SEATTLE —
Nick Risinger has always gazed up at the sky. But last year the amateur astronomer and photographer quit his day job as a Seattle marketing director and lugged six synchronized cameras about 60,000 miles to capture an image of the entire night sky. Risinger, 28, set up his rack of cameras in high-elevation locales in the Western U.S. and South Africa, timing photo shoots around new moons when nights were long and dark. He programmed his six cameras to track the stars as they moved across the sky and simultaneously snapped thousands of photos.
He then stitched 37,440 exposures together into a spectacular, panoramic survey sky that he posted online two weeks ago. The photo reveals a 360-degree view of the Milky Way, planets and stars in their true natural colors. Viewers can zoom in on portions of the 5,000-megapixel image to find Orion or the Large Magellanic Cloud.Other sky surveys have preceded this one, including the Digitized Sky Survey, a source for Google Sky. Many serve scientific purposes and were shot in red and blue to measure the temperature of stars, Risinger said. He shot in a third color, green, to give the photo added depth and richness, he said.
"What a labor of love it is!" said Andrew Fraknoi, senior educator at the Astronomical Society of the Pacific. "Professional astronomers are now doing much deeper surveys of small regions of the sky, using big telescopes. But every once in a while it's nice to step back and have such a beautiful photographic record of the whole sky."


• TASK INSTRUCTIONS
Search the entries for the word "Toggle". Copy every line that holds it.

• GIVEN RECORDS
══════════════════════════════

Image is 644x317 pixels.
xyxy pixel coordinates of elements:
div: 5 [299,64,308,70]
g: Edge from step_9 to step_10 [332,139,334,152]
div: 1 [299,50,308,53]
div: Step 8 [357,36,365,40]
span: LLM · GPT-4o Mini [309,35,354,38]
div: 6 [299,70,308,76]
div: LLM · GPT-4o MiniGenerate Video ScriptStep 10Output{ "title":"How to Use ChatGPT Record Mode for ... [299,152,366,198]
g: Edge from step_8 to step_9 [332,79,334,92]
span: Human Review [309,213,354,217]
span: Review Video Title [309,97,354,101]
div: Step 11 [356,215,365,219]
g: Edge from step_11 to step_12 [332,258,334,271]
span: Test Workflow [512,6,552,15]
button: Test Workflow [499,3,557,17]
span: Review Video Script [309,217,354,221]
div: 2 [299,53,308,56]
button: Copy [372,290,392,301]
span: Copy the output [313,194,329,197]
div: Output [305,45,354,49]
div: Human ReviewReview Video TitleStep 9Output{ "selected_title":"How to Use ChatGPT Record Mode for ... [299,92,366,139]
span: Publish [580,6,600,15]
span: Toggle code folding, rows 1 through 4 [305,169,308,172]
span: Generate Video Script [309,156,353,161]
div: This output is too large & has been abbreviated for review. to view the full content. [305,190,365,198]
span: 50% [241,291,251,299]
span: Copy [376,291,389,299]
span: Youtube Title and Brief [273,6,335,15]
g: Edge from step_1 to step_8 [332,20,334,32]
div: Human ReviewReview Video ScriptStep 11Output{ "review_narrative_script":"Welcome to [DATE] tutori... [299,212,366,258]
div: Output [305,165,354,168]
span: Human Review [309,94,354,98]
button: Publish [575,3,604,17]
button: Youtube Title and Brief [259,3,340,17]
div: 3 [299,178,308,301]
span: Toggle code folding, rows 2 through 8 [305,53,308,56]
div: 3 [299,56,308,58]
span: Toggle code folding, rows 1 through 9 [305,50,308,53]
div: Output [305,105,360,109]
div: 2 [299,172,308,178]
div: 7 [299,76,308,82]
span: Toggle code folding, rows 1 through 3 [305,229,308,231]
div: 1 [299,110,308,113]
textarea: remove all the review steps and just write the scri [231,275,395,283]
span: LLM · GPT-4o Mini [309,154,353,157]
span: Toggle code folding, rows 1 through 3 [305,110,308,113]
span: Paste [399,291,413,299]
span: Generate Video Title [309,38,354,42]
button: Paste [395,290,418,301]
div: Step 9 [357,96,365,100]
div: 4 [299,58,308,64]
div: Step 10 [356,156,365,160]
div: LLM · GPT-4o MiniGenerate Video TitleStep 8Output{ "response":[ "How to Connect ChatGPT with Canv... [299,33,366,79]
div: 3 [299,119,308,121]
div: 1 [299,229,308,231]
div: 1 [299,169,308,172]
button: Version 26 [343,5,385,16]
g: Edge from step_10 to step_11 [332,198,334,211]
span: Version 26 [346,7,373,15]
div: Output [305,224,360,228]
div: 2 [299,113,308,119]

══════════════════════════════

• SOLUTION TO THIS PROBLEM
span: Toggle code folding, rows 1 through 4 [305,169,308,172]
span: Toggle code folding, rows 2 through 8 [305,53,308,56]
span: Toggle code folding, rows 1 through 9 [305,50,308,53]
span: Toggle code folding, rows 1 through 3 [305,229,308,231]
span: Toggle code folding, rows 1 through 3 [305,110,308,113]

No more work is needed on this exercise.